Decode JSON as it is still streaming in via net/http
Decoding a JSON stream is possible with the json.Decoder
.
With Decoder.Decode()
, we may read (unmarshal) a single value without consuming and unmarshaling the complete stream. This is cool, but your input is a "single" JSON object, not a series of JSON objects, which means a call to Decoder.Decode()
would attempt to unmarshal the complete JSON object with all items (large objects).
What we want is partially, on-the-fly processing of a single JSON object. For this, we may use Decoder.Token()
which parses (advances) only the next subsequent token in the JSON input stream and returns it. This is called event-driven parsing.
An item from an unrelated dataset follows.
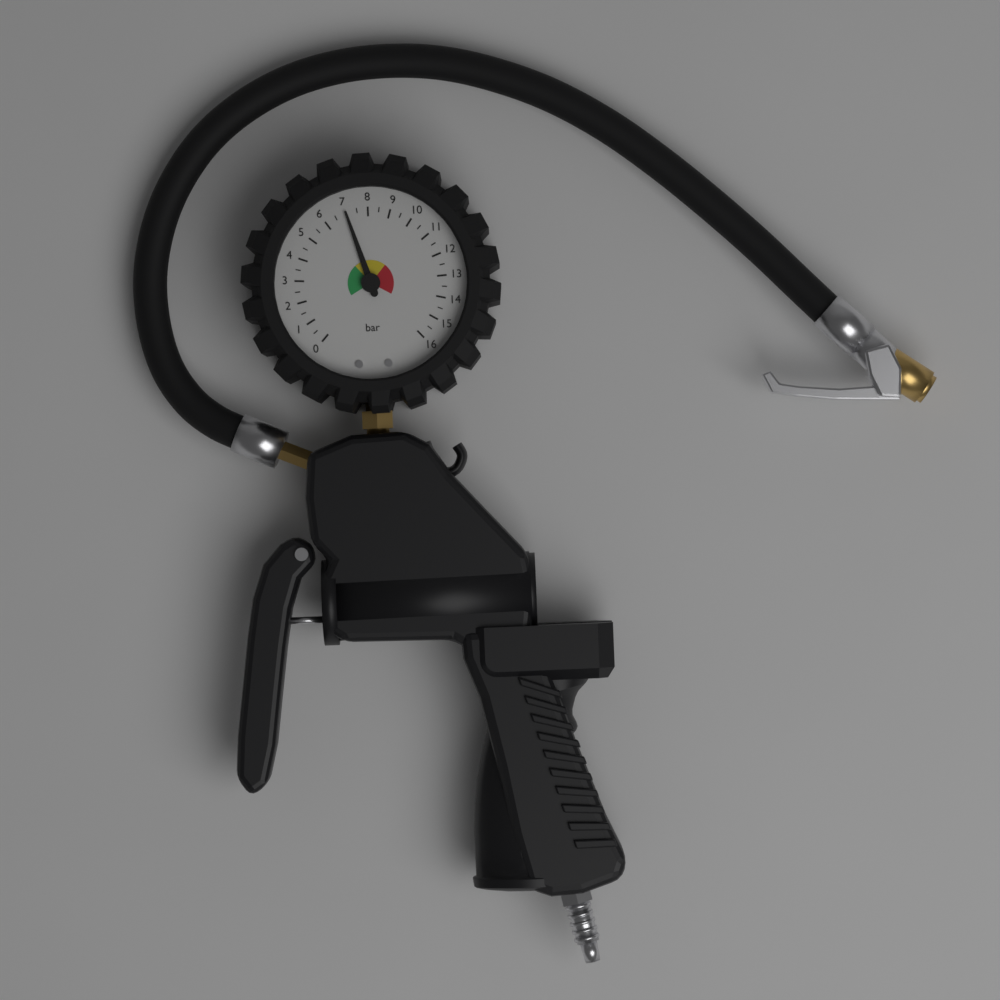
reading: 7.0 bar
Of course we have to "process" (interpret and act upon) the tokens and build a "state machine" that keeps track of where we're in the JSON structure we're processing.
Here's an implementation that solves your problem.
We will use the following JSON input:
{
"somefield": "value",
"otherfield": "othervalue",
"items": [
{ "id": "1", "data": "data1" },
{ "id": "2", "data": "data2" },
{ "id": "3", "data": "data3" },
{ "id": "4", "data": "data4" }
]
}
And read the items
, the "large objects" modeled by this type:
type LargeObject struct {
Id string `json:"id"`
Data string `json:"data"`
}
We will also parse and interpret other fields in the JSON object, but we will only log / print them.
For brevity and easy error handling, We'll use this helper error handler function:
he := func(err error) {
if err != nil {
log.Fatal(err)
}
}
And now let's see some action. In the example below for brevity and to have a working demonstration on the Go Playground, we'll read from a string
value. To read from an actual HTTP response body, we only have to change a single line, which is how we create the json.Decoder
:
dec := json.NewDecoder(res.Body)
So the demonstration:
dec := json.NewDecoder(strings.NewReader(jsonStream))
// We expect an object
t, err := dec.Token()
he(err)
if delim, ok := t.(json.Delim); !ok || delim != '{' {
log.Fatal("Expected object")
}
// Read props
for dec.More() {
t, err = dec.Token()
he(err)
prop := t.(string)
if t != "items" {
var v interface{}
he(dec.Decode(&v))
log.Printf("Property '%s' = %v", prop, v)
continue
}
// It's the "items". We expect it to be an array
t, err := dec.Token()
he(err)
if delim, ok := t.(json.Delim); !ok || delim != '[' {
log.Fatal("Expected array")
}
// Read items (large objects)
for dec.More() {
// Read next item (large object)
lo := LargeObject{}
he(dec.Decode(&lo))
fmt.Printf("Item: %+v\n", lo)
}
// Array closing delim
t, err = dec.Token()
he(err)
if delim, ok := t.(json.Delim); !ok || delim != ']' {
log.Fatal("Expected array closing")
}
}
// Object closing delim
t, err = dec.Token()
he(err)
if delim, ok := t.(json.Delim); !ok || delim != '}' {
log.Fatal("Expected object closing")
}
This will produce the following output:
2009/11/10 23:00:00 Property 'somefield' = value
2009/11/10 23:00:00 Property 'otherfield' = othervalue
Item: {Id:1 Data:data1}
Item: {Id:2 Data:data2}
Item: {Id:3 Data:data3}
Item: {Id:4 Data:data4}
Try the full, working example on the Go Playground.